Travel by ferry to the Ellis Island National Museum of Immigration. Imagine the joy and hopes that earlier immigrants felt as they finished much longer and rougher sea voyages to finally arrive in America. Over 12 million people entered the country through this structure’s golden doors. About half of today’s more than 300 million U.S. citizens descended from these brave immigrants.
Immigration services operated here between 1892 and 1954, with newly arrived visitors spending hours in an inspection process determining if they would be allowed to stay in their land of hope or would be among the 2 percent denied entry. View exhibits showing interpreters, nurses, doctors, inspectors and clerical staff whose daily actions determined the fates of hopeful visitors. Photos and stories relate the dreams of those visitors.
Note Ellis Island’s unusual rectangular shape. A smaller natural island was expanded by landfill to provide a functional base to build the original immigration and service buildings and expanded farther over time. See the history of these major projects in the exhibits on the places of importance on the island. The Main Immigration Building, now filled with three floors of exhibits, opened in 1900.

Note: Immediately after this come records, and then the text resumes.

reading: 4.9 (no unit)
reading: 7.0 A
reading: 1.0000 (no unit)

Immigration services ended here in 1954 and the buildings sat idle until the site became part of the Statue of Liberty National Monument. By 1990, the National Park Service opened the renovated Main Building to visitors. Search arrival records in the American Family Immigration History Center.

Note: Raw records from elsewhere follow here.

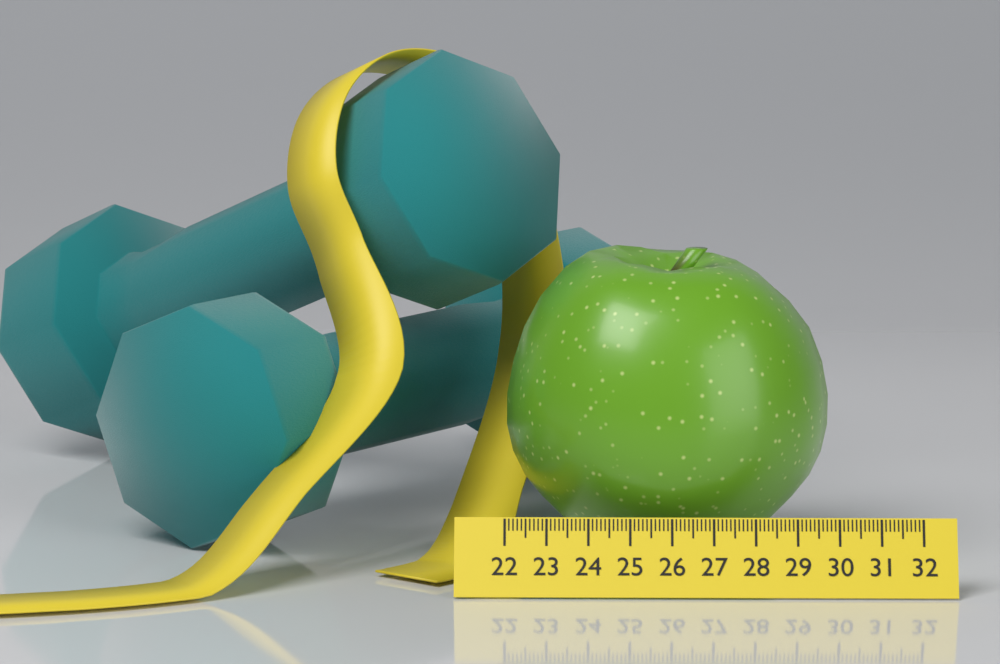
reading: 29.9 (no unit)
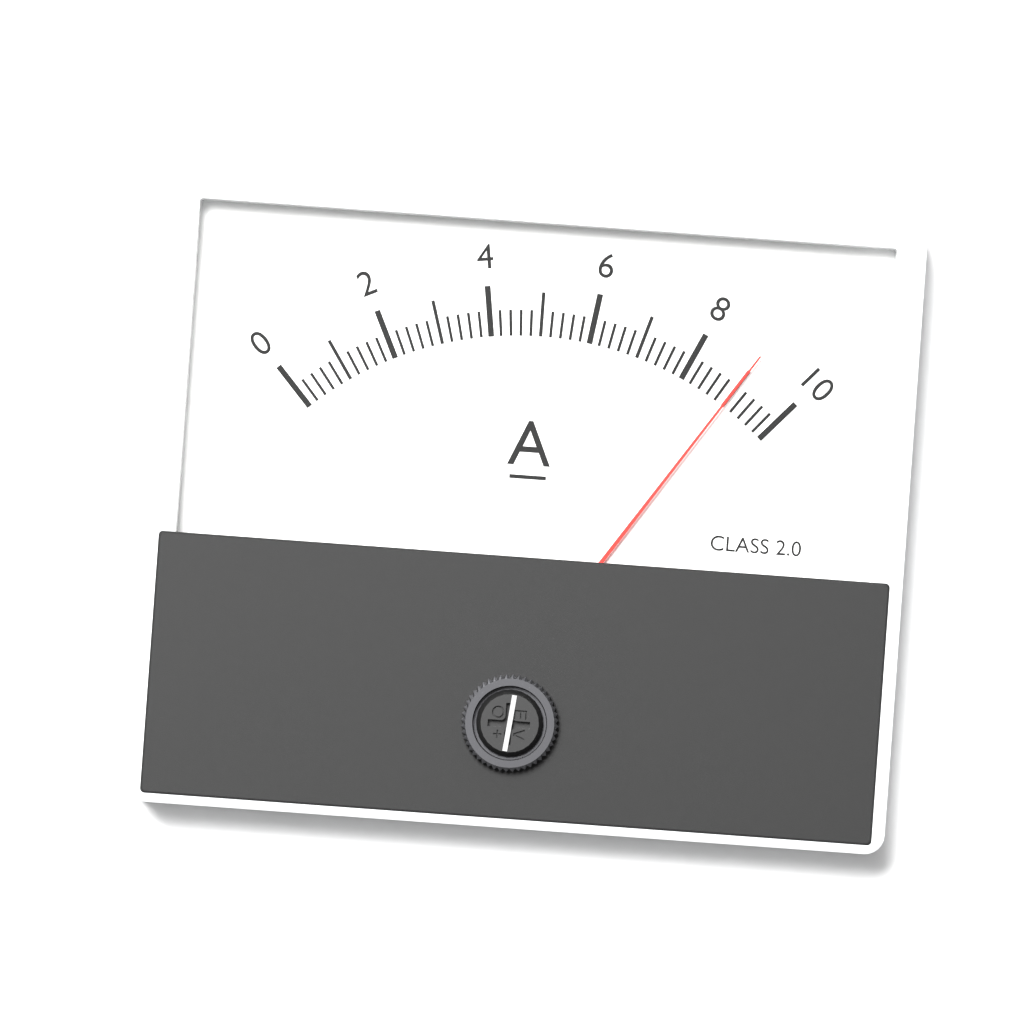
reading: 9.0 A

The only way to reach Ellis Island is by ferries leaving from Battery Park at Manhattan’s southern tip or Liberty State Park in New Jersey. Purchase ferry tickets from the authorized National Park Service operator for a specific time and be sure you are in line well before departure time.
The site is open daily except Christmas Day. Join a ranger-led walking tour of the building or purchase a hard-hat tour to see the immigration hospital. Plan to spend several hours at the Ellis Island National Museum of Immigration and enjoy a second stop to see the Statue of Liberty on Liberty Island, which is included in the same ferry fee.